The Apple Watch, in my eyes, is good for three things: fitness tracking, Apple Pay, and being able to glance at notifications without having to reach into my trousers and pull out my fondleslab. I now pay for almost everything with my Apple Watch, but fitness tracking... well, I'm, er, rather sedentary. I try my best to stand up whenever my Apple Watch tells me I've been sitting still for too long (except for when I'm driving my car), but otherwise I haven't once availed myself of the Watch's fitness tracking features.
This week, however, an opportunity presented itself: I had been invited to the opening night of Thorpe Park's Fright Nights, the UK's premier haunted amusement park. Finally I could use my Apple Watch not to track my fitness, but to see if plummeting "beyond vertically" on the Saw roller coaster into a pitch-black hole on a dark and moonless night with the sound of demented clowns in the distance would actually raise my heart rate.
Thorpe Park has the usual assortment of roller coasters, amusements, crappy little stalls where you can waste money trying to throw a hoop over a bottle, fast food joints, etc. Usually the park closes in the evening, but for the last few years they've been running these Fright Nights over the Halloween period. The events give you the opportunity to ride the roller coasters in the dark (which is rather fun), plus there are some temporary horror movie-themed amusements like Saw and Cabin in the Woods horror mazes or a Blair Witch Project walkthrough experience. The main attraction, if you're afraid of clowns at least, is meant to be The Big Top, where you're assaulted by a variety of, you guessed it, clowns.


What the exercise asks :: Beginning with the line where "Click and drag to select bicycle wheel." appears, set down each line exactly until the records below end, and omit the pictures.

Records drawn from a dataset ::
──────────

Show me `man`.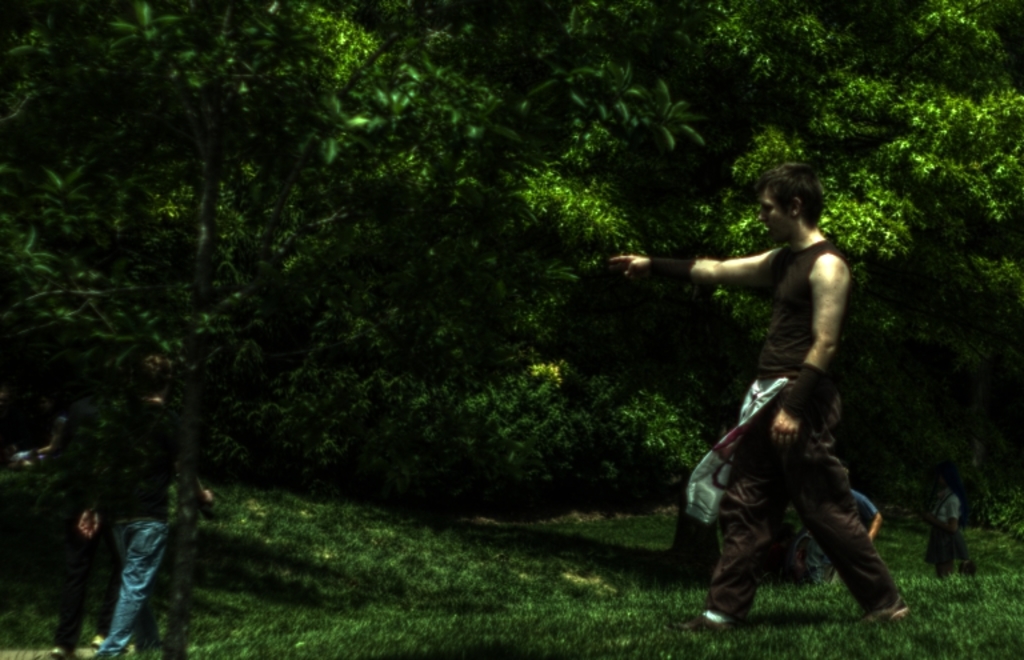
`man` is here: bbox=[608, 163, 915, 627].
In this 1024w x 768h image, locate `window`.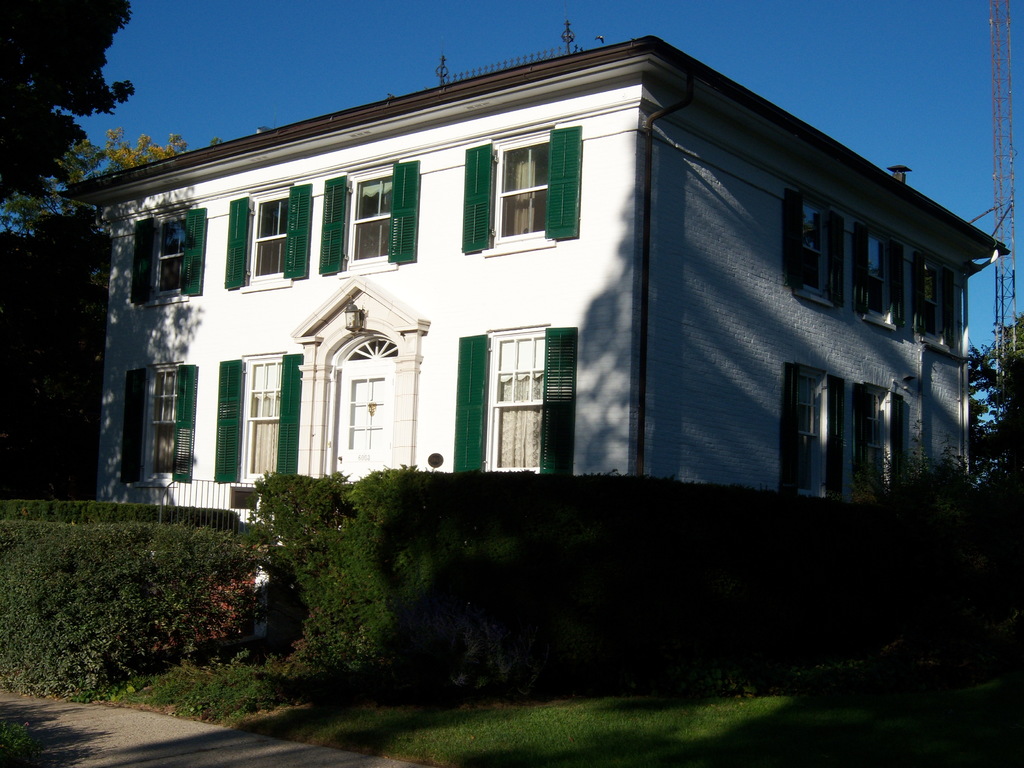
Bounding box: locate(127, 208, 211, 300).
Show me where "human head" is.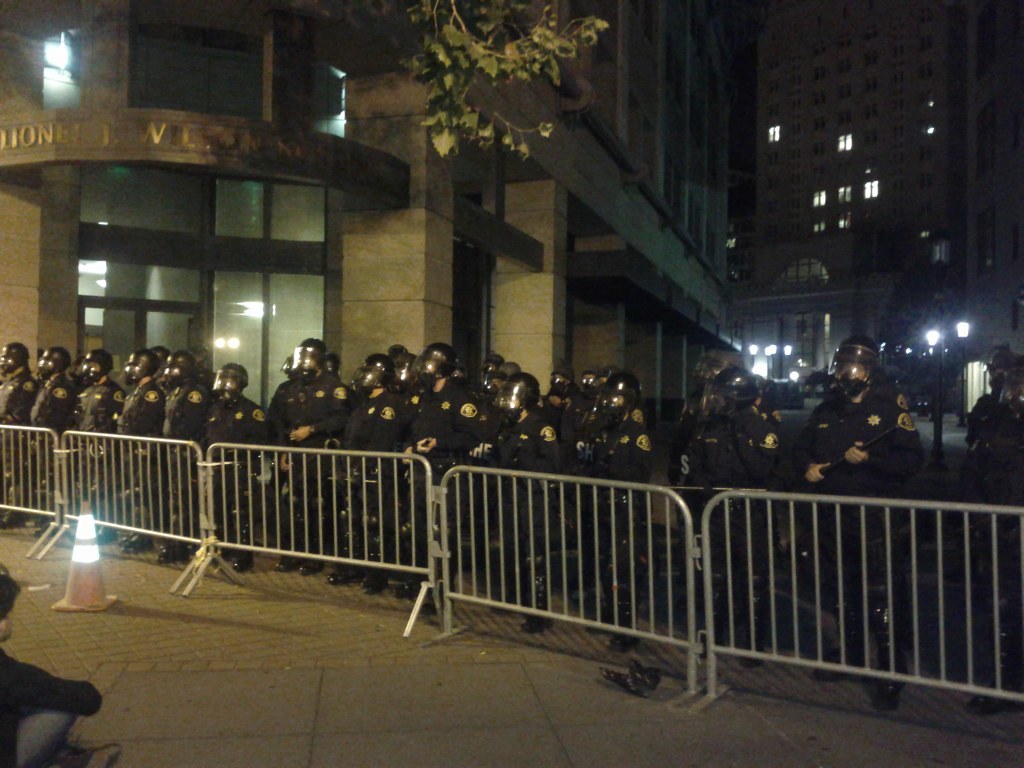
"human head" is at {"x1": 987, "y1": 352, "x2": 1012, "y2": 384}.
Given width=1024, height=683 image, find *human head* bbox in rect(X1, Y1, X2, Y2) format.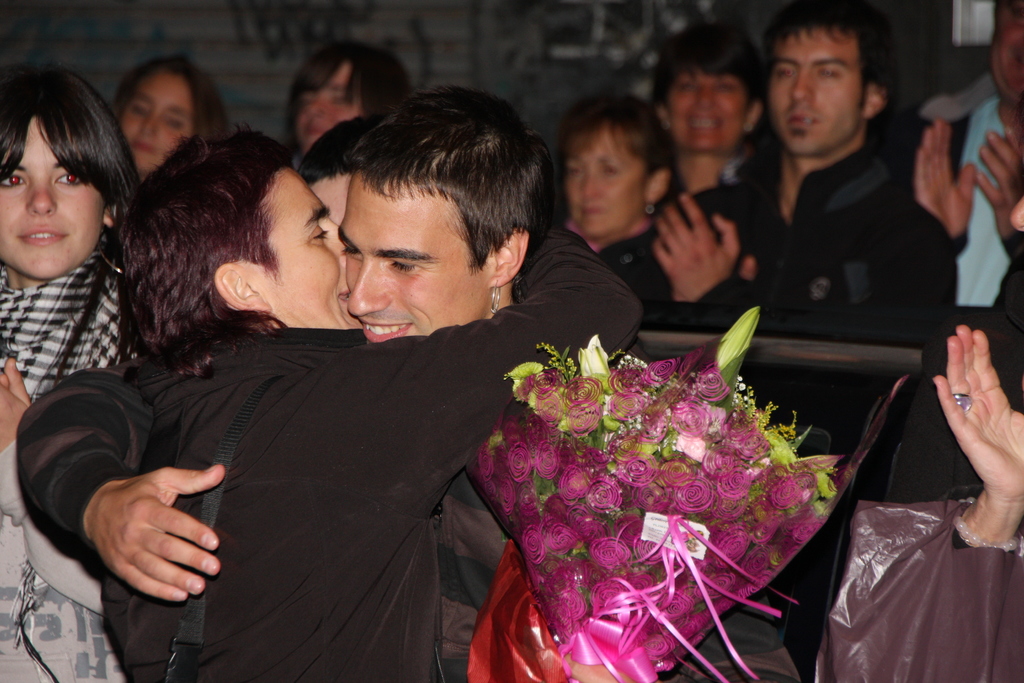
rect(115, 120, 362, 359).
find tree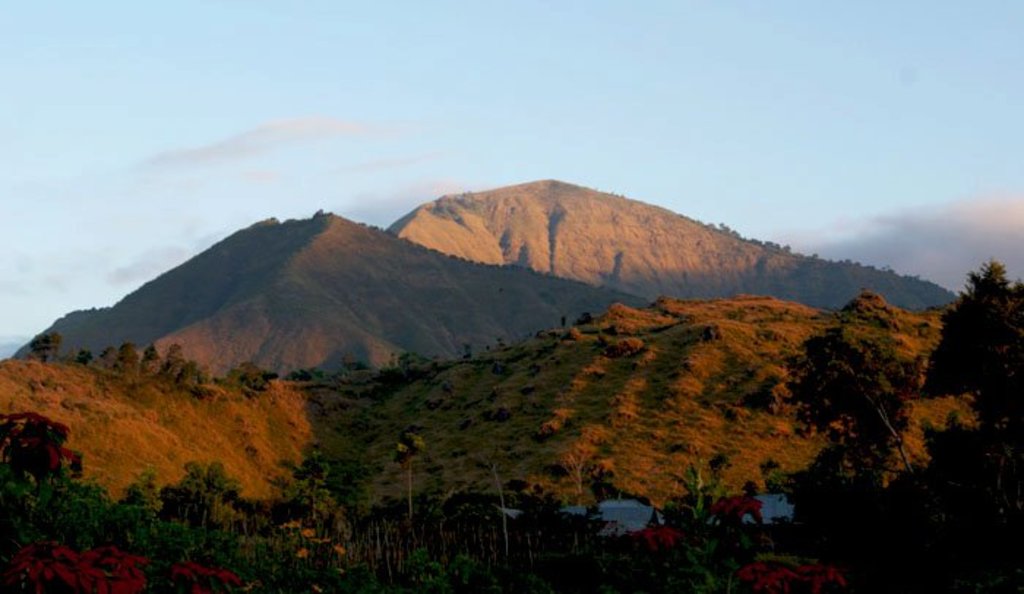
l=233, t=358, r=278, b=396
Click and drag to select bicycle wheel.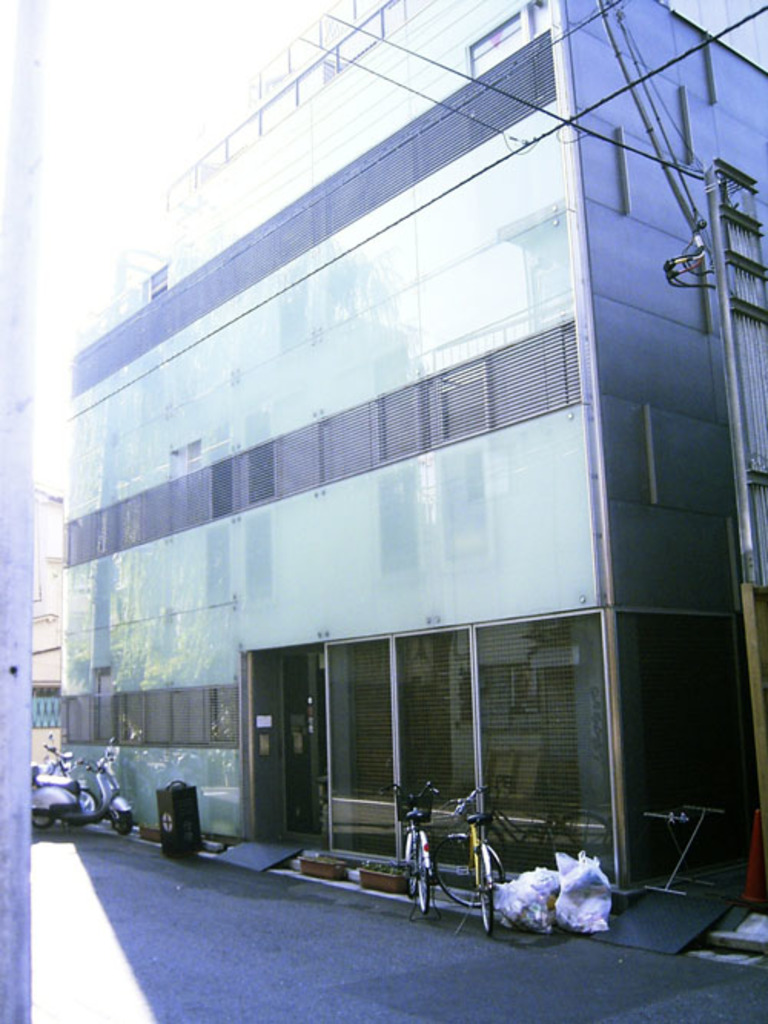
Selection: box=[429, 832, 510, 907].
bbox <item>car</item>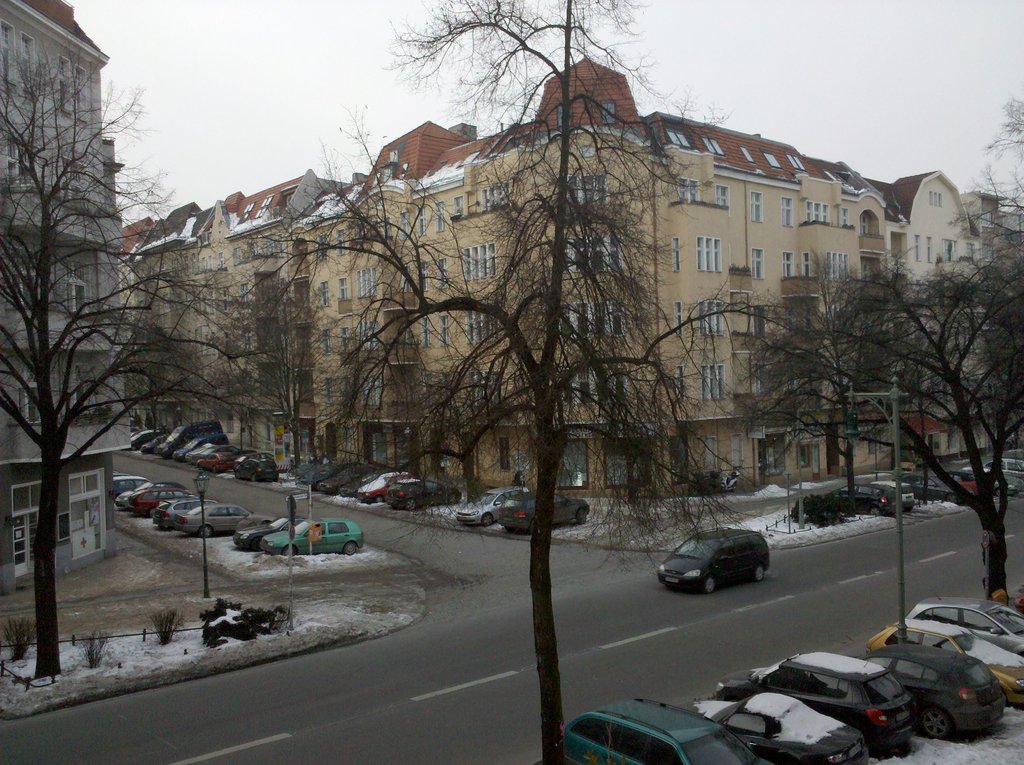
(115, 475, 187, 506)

──────────

Output ::
Click and drag to select bicycle wheel.
Selection: box=[429, 832, 510, 907].
bbox <item>car</item>
(115, 475, 187, 506)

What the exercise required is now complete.